Comments about this page

  • My fourth Great Grandfather, Harry Taylor and his wife Ann Gunn, lived at 34 Kensington Garden back in 1841-1859.  When he died, his daughter Ann was still living there in 1871.

    By Maralyn Eden (25/02/2007)
  • My grandmother Lillian Stringer was born on February 12th 1906 and wrote some memories for us back in 1999. She wrote about her father William Alfred Stringer born August 29th 1866:  ‘I think it was later he bought the Funeral Director business from a Mr Munden and that was how we came to live in Kensington Gardens. Maybe the business is still there as it prospered under him and later became W.A Stringer & Son when Len joined it.
    She would have loved to have seen the photo on your site, thanks.

    By Kathy Smyth (20/11/2007)
  • Hello Kathy. I think I’m related to you as my grandmother was Rosina Stringer.

    By Alison Pickett (03/02/2013)
  • I used Kensington Gardens regularly from 1952, but only on foot or bicycle. Don’t ever recall seeing motor vehicles there. From memory the ground was kind of cobbled in some dark red stones, which sloped from both sides draining into the centre. It was still the same in 1988 when I went to Stringer’s to pay my last respects to my brother

    By Brian Hatley (04/02/2013)
  • My Great Great Grandfather also lived at 34 Kensington Gardens. He was an umbrella maker and had his shop there. My Great Grandfather was born there.

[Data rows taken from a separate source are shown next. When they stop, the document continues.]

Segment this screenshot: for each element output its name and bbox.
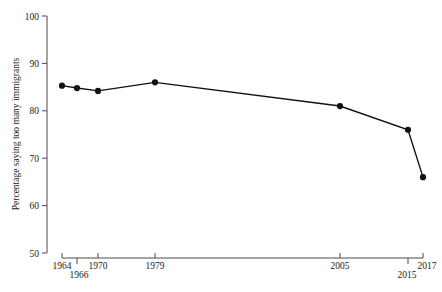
x-tick-label-1966: 1966 [70, 270, 89, 280]
x-tick-label-1970: 1970 [89, 261, 108, 271]
data-point-1979 [152, 79, 158, 85]
y-tick-label-90: 90 [30, 59, 40, 69]
data-point-1964 [59, 83, 65, 89]
y-tick-label-60: 60 [30, 201, 40, 211]
data-point-1970 [95, 88, 101, 94]
data-point-1966 [74, 85, 80, 91]
series-markers-group [59, 79, 426, 180]
y-tick-label-100: 100 [25, 12, 40, 22]
y-tick-label-80: 80 [30, 106, 40, 116]
y-tick-label-70: 70 [30, 154, 40, 164]
y-tick-label-50: 50 [30, 249, 40, 259]
data-point-2005 [337, 103, 343, 109]
x-tick-label-2005: 2005 [331, 261, 350, 271]
data-point-2015 [405, 127, 411, 133]
line-chart-canvas: 100 90 80 70 60 50 Percentage saying too… [0, 0, 442, 292]
x-tick-label-2015: 2015 [398, 270, 417, 280]
x-tick-label-1979: 1979 [146, 261, 165, 271]
series-line-immigrants [62, 82, 423, 177]
chart-figure: 100 90 80 70 60 50 Percentage saying too… [0, 0, 442, 292]
y-axis-title: Percentage saying too many immigrants [11, 57, 21, 210]
data-point-2017 [420, 174, 426, 180]
x-tick-label-2017: 2017 [418, 261, 437, 271]
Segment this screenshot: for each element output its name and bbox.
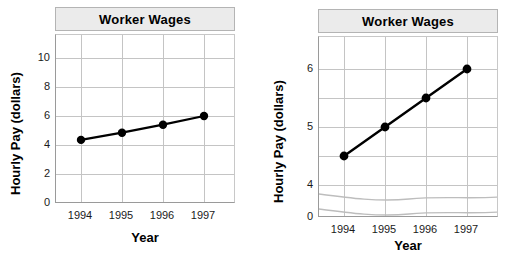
xtick-label-left-1996: 1996 (150, 209, 174, 221)
yaxis-title-left: Hourly Pay (dollars) (8, 72, 23, 195)
series-line-left (56, 35, 235, 203)
ytick-label-left-3: 4 (30, 138, 50, 150)
ytick-label-right-3: 0 (293, 210, 313, 222)
ytick-label-left-0: 10 (30, 51, 50, 63)
xtick-label-right-1995: 1995 (372, 223, 396, 235)
series-line-right (319, 37, 498, 217)
chart-title-bar-right: Worker Wages (318, 9, 498, 33)
ytick-label-left-1: 8 (30, 80, 50, 92)
xtick-label-right-1997: 1997 (454, 223, 478, 235)
ytick-label-right-2: 4 (293, 178, 313, 190)
xtick-label-right-1996: 1996 (413, 223, 437, 235)
chart-title-right: Worker Wages (362, 14, 454, 29)
xaxis-title-left: Year (131, 230, 158, 245)
xtick-label-left-1997: 1997 (191, 209, 215, 221)
xtick-label-left-1995: 1995 (109, 209, 133, 221)
chart-title-bar-left: Worker Wages (55, 7, 235, 31)
chart-panel-right: Worker Wages (259, 0, 518, 257)
xtick-label-right-1994: 1994 (331, 223, 355, 235)
charts-container: Worker Wages 10 8 6 (0, 0, 518, 257)
ytick-label-right-1: 5 (293, 120, 313, 132)
ytick-label-right-0: 6 (293, 62, 313, 74)
ytick-label-left-4: 2 (30, 167, 50, 179)
chart-panel-left: Worker Wages 10 8 6 (0, 0, 259, 257)
ytick-label-left-5: 0 (30, 196, 50, 208)
plot-area-left (55, 34, 235, 203)
ytick-label-left-2: 6 (30, 109, 50, 121)
plot-area-right (318, 36, 498, 217)
yaxis-title-right: Hourly Pay (dollars) (271, 80, 286, 203)
chart-title-left: Worker Wages (99, 12, 191, 27)
xaxis-title-right: Year (394, 238, 421, 253)
xtick-label-left-1994: 1994 (68, 209, 92, 221)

    By Denise Cross (01/09/2013)
  • My grandfather’s family own a funeral directors in Kensington Gardens – the Sinden family. Don’t know much about the history and only seen one photo and it was next to a grocers’ store. I also think they owned a lot of property there back in the day. Would love to see some more old pics, as I live in Australia.

    By Craig Sinden (02/10/2013)
  • As a teenager in the mid 1960s who lived in Sussex it was always a huge pleasure to me to get off the train and walk down through.the North Laine, savouring the sheer variety of houses, shops and people to be seen there. It was just starting to be a bit trendy by then, but scruffy enough to be interesting. The comment about undertakers in Kensington Gardens reminds me: was that not where the original Body Shop was started by Anita Roddick, and did one of the funeral directors not object to such an infelicitously named business being located next to his own?

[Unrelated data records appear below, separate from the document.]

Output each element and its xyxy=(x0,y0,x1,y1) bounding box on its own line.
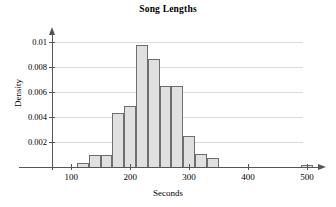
x-tick-label-200: 200 xyxy=(123,172,137,182)
x-tick-500 xyxy=(307,164,308,170)
y-tick-label-0.004: 0.004 xyxy=(28,112,47,122)
histogram-figure: Song Lengths 0.01 0.008 0.006 0.004 0.00… xyxy=(0,0,336,207)
y-axis-arrow xyxy=(49,27,55,35)
x-axis-arrow xyxy=(318,164,326,170)
plot-area: 0.01 0.008 0.006 0.004 0.002 100 200 300 xyxy=(0,0,336,207)
y-tick-label-0.008: 0.008 xyxy=(28,62,47,72)
histogram-bar xyxy=(101,155,113,168)
y-tick-label-0.01: 0.01 xyxy=(32,37,47,47)
histogram-bar xyxy=(136,45,148,168)
y-tick-label-0.006: 0.006 xyxy=(28,87,47,97)
gridline-0.008 xyxy=(52,67,303,68)
x-tick-label-400: 400 xyxy=(241,172,255,182)
x-tick-400 xyxy=(248,164,249,170)
histogram-bar xyxy=(195,154,207,168)
histogram-bar xyxy=(89,155,101,168)
x-tick-label-100: 100 xyxy=(64,172,78,182)
histogram-bar xyxy=(148,59,160,168)
histogram-bar xyxy=(207,158,219,168)
x-axis-line xyxy=(19,167,319,168)
histogram-bar xyxy=(124,106,136,167)
histogram-bar xyxy=(183,136,195,167)
histogram-bar xyxy=(171,86,183,167)
x-axis-title: Seconds xyxy=(0,188,336,198)
x-tick-300 xyxy=(189,164,190,170)
gridline-0.01 xyxy=(52,42,303,43)
y-axis-line xyxy=(52,34,53,170)
x-tick-200 xyxy=(130,164,131,170)
x-tick-label-500: 500 xyxy=(300,172,314,182)
histogram-bar xyxy=(160,86,172,167)
x-tick-label-300: 300 xyxy=(182,172,196,182)
y-tick-label-0.002: 0.002 xyxy=(28,137,47,147)
y-axis-title: Density xyxy=(13,63,23,123)
x-tick-100 xyxy=(71,164,72,170)
histogram-bar xyxy=(112,113,124,168)
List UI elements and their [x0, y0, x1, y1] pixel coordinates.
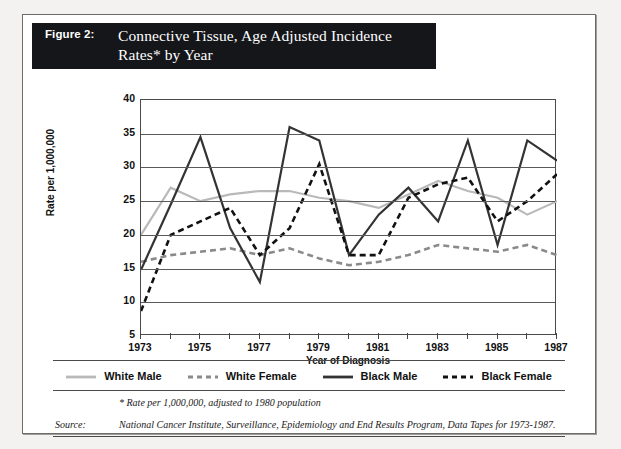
y-tick-20: 20 — [105, 227, 135, 239]
legend-item-black-female[interactable]: Black Female — [443, 370, 551, 382]
x-tick-mark-1983 — [437, 333, 438, 339]
x-tick-1983: 1983 — [417, 341, 457, 353]
y-tick-35: 35 — [105, 126, 135, 138]
x-tick-1985: 1985 — [477, 341, 517, 353]
legend-swatch-icon — [443, 371, 473, 382]
legend-item-black-male[interactable]: Black Male — [323, 370, 418, 382]
figure-title-text: Connective Tissue, Age Adjusted Incidenc… — [118, 26, 428, 64]
footnote-rate-note: * Rate per 1,000,000, adjusted to 1980 p… — [119, 397, 539, 408]
gridline-20 — [141, 235, 555, 236]
legend-label: Black Male — [361, 370, 418, 382]
x-tick-1977: 1977 — [239, 341, 279, 353]
source-label: Source: — [55, 419, 86, 430]
gridline-15 — [141, 269, 555, 270]
footer-rule — [53, 436, 565, 437]
source-text: National Cancer Institute, Surveillance,… — [119, 419, 589, 430]
gridline-35 — [141, 134, 555, 135]
x-tick-mark-1982 — [407, 333, 408, 339]
figure-title-bar: Figure 2: Connective Tissue, Age Adjuste… — [32, 23, 436, 69]
x-tick-mark-1979 — [318, 333, 319, 339]
legend-swatch-icon — [323, 371, 353, 382]
x-axis-tick-labels: 19731975197719791981198319851987 — [140, 339, 556, 355]
plot-area — [140, 99, 556, 335]
figure-card: Figure 2: Connective Tissue, Age Adjuste… — [22, 14, 596, 434]
legend-label: White Female — [226, 370, 297, 382]
chart-lines-svg — [141, 100, 557, 336]
legend-label: Black Female — [481, 370, 551, 382]
legend-item-white-female[interactable]: White Female — [188, 370, 297, 382]
y-axis-tick-labels: 510152025303540 — [101, 99, 135, 335]
legend-swatch-icon — [188, 371, 218, 382]
legend-label: White Male — [104, 370, 161, 382]
y-tick-30: 30 — [105, 159, 135, 171]
x-tick-mark-1987 — [556, 333, 557, 339]
chart-legend: White MaleWhite FemaleBlack MaleBlack Fe… — [23, 364, 595, 388]
y-tick-5: 5 — [105, 328, 135, 340]
y-axis-title: Rate per 1,000,000 — [45, 98, 56, 248]
x-tick-mark-1973 — [140, 333, 141, 339]
gridline-30 — [141, 167, 555, 168]
x-tick-mark-1986 — [526, 333, 527, 339]
y-tick-40: 40 — [105, 92, 135, 104]
legend-item-white-male[interactable]: White Male — [66, 370, 161, 382]
x-tick-mark-1975 — [199, 333, 200, 339]
series-line-white-male — [141, 181, 557, 235]
figure-number-label: Figure 2: — [45, 28, 94, 40]
x-tick-1981: 1981 — [358, 341, 398, 353]
x-tick-mark-1977 — [259, 333, 260, 339]
y-tick-10: 10 — [105, 294, 135, 306]
x-tick-mark-1985 — [497, 333, 498, 339]
x-tick-1987: 1987 — [536, 341, 576, 353]
x-tick-mark-1980 — [348, 333, 349, 339]
y-tick-25: 25 — [105, 193, 135, 205]
chart-region: Rate per 1,000,000 510152025303540 19731… — [23, 71, 595, 361]
legend-swatch-icon — [66, 371, 96, 382]
x-tick-mark-1978 — [289, 333, 290, 339]
x-tick-mark-1976 — [229, 333, 230, 339]
gridline-25 — [141, 201, 555, 202]
legend-top-rule — [53, 360, 565, 361]
x-tick-1973: 1973 — [120, 341, 160, 353]
x-tick-1975: 1975 — [179, 341, 219, 353]
series-line-black-male — [141, 127, 557, 282]
page-background: Figure 2: Connective Tissue, Age Adjuste… — [0, 0, 621, 449]
x-tick-mark-1981 — [378, 333, 379, 339]
legend-bottom-rule — [53, 390, 565, 391]
gridline-10 — [141, 302, 555, 303]
x-tick-1979: 1979 — [298, 341, 338, 353]
x-tick-mark-1974 — [170, 333, 171, 339]
y-tick-15: 15 — [105, 261, 135, 273]
x-tick-mark-1984 — [467, 333, 468, 339]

    By Ian Gates (31/01/2016)
  • My dad and his two brothers had no’s 26-29 which was originally called Parkes and later they renamed it Kensington Furniture. They had the business for about 30 years. The shops were built over some cottages and there were basement areas never used, I was too scared to go down there. Upstairs there were several rooms used to store furniture. Customers included Sir Lawrence Olivier, Norman Hartnell, Donald P and several other famous people. Opposite was Blundells the “Tally shop” or HP shop. Happy days.

    By Marilyn Jones (03/02/2016)
  • My grandparents lived above electrical shop, near to the pub, grandma died in a fire there in the 70s –  would like to find out if anyone remembered them. 

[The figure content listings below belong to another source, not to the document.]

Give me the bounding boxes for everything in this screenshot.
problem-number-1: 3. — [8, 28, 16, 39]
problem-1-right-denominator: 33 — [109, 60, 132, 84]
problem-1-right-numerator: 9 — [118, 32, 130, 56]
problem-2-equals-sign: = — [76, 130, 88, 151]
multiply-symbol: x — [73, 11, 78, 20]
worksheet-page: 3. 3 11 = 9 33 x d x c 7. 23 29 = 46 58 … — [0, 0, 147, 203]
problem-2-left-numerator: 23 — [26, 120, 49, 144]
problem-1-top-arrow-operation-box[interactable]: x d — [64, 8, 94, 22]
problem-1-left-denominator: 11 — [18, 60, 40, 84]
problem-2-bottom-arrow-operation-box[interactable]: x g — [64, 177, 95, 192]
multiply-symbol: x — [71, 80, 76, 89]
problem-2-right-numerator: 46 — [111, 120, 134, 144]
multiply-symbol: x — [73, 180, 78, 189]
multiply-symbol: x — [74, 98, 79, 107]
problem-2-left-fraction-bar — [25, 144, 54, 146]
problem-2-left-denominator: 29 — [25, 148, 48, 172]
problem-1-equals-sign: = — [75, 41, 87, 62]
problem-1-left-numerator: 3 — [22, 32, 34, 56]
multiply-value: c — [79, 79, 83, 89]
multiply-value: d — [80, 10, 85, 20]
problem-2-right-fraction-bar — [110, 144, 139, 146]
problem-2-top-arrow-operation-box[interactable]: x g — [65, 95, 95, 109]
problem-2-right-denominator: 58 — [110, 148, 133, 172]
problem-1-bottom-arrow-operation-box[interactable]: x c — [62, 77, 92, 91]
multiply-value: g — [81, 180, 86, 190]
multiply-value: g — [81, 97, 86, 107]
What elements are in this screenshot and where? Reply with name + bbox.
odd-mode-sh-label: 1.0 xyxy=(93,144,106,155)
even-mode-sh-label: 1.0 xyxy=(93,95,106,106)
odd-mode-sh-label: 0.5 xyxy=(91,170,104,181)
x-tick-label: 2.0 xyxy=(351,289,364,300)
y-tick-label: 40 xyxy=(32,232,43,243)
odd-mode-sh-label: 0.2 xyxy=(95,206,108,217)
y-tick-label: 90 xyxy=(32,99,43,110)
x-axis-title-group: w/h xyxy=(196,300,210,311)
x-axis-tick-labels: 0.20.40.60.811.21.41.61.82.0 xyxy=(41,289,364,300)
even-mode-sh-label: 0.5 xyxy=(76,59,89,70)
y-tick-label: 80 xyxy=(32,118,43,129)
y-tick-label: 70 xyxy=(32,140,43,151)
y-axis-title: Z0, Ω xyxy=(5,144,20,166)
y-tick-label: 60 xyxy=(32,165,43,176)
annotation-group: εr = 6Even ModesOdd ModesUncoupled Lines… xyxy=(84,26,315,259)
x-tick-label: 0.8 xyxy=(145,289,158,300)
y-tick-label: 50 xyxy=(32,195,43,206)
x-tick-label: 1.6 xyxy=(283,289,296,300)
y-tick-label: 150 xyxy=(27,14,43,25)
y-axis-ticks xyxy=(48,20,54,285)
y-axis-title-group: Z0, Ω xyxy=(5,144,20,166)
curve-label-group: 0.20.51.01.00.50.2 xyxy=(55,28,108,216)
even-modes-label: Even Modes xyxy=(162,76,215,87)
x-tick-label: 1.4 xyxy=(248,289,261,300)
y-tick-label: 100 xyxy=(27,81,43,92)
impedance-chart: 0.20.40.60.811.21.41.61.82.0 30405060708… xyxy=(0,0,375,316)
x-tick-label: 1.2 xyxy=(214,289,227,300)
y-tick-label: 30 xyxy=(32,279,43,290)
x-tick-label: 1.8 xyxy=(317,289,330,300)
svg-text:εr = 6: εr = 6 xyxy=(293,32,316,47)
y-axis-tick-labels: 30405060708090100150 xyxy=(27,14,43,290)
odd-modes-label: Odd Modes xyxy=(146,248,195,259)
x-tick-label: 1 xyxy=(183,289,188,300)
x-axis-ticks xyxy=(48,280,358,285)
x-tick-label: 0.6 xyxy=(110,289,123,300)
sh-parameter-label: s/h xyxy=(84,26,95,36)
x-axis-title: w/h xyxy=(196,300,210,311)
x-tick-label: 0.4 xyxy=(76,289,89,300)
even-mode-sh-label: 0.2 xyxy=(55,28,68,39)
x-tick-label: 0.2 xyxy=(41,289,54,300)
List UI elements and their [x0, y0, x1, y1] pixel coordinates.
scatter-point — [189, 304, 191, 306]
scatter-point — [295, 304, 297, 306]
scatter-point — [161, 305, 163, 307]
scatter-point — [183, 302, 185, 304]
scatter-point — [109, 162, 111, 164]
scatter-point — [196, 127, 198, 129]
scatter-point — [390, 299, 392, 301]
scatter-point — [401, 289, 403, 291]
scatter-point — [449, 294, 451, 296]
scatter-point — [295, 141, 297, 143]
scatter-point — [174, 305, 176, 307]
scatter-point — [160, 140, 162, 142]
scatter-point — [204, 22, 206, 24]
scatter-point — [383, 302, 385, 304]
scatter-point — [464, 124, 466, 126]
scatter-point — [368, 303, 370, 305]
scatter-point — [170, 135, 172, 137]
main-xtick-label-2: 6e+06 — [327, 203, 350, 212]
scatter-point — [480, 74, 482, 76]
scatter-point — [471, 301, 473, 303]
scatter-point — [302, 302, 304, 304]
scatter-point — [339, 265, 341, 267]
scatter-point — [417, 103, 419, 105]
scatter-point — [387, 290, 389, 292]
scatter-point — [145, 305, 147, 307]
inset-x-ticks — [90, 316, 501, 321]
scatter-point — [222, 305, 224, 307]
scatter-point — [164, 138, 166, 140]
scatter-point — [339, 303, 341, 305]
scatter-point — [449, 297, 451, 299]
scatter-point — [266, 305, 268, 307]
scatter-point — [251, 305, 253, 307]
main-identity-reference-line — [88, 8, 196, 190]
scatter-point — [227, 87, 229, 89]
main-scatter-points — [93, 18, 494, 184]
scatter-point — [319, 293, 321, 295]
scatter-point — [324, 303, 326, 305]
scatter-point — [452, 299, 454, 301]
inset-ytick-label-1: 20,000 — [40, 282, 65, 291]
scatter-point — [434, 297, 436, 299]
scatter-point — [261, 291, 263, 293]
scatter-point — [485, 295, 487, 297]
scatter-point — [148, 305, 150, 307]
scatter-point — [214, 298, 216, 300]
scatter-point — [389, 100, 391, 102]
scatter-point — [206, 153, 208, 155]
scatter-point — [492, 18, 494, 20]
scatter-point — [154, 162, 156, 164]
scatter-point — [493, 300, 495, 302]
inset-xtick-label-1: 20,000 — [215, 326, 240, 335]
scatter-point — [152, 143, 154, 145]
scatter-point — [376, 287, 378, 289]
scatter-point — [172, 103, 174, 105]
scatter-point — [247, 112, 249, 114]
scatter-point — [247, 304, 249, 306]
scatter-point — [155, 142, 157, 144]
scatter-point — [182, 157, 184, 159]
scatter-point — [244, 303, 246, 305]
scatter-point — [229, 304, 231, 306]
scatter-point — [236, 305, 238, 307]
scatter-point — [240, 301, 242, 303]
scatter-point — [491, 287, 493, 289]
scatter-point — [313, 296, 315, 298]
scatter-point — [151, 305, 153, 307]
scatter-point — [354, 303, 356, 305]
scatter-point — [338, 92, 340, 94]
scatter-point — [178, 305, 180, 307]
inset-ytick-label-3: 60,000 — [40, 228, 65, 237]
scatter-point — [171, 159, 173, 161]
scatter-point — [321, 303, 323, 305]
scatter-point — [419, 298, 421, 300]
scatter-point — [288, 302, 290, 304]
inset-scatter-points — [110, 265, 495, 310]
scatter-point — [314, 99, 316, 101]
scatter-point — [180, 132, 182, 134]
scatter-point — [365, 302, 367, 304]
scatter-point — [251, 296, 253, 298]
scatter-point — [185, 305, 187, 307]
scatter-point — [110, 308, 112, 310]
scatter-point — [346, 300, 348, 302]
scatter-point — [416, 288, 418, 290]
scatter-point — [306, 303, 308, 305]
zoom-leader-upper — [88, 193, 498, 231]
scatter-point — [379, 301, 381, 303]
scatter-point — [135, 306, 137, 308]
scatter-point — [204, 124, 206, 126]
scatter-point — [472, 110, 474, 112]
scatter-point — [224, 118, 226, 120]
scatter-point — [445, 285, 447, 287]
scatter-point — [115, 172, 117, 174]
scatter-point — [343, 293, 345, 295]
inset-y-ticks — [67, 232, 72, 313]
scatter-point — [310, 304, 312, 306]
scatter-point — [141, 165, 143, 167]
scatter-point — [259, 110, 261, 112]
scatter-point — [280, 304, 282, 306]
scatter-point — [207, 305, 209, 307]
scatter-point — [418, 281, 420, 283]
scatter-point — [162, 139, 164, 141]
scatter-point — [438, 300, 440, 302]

    By Tina Kliszcz (18/09/2016)
  • My uncle Douglas Goddard had a pretty shop with bow windows in Kensington Gardens. He sold antiques. The shop was long and narrow and went back to a long corridor which led back to his fathers shop at 80 North Road. This always intrigued me and we had great fun as children going back and forth between the two shops. My grandfather Frederick Goddard owned Goddard’s at 80 North Road which sold everything antique or just second hand and lived with his wife Ina above the shop. An amazing shop which fascinated us all as children.

    By Lesley Miles (nee Goddard) (05/03/2021)
  • My Nans uncle was a funeral director in Liverpool in the 1920s/30s. His name was Bill Forsyth and was married to Jane Forsyth. He moved down to the Brighton area in the 40s/50s to manage another funeral directors. When he died in 1968, his notice in the paper stated all flowers to go to “WA Stringer 12 Kensington Gardens”. His son Robert drove all the way to Liverpool in a hearse to bring his body back to Brighton. I just wondered if this was the funeral home he worked in, or if anyone remembered him or the family?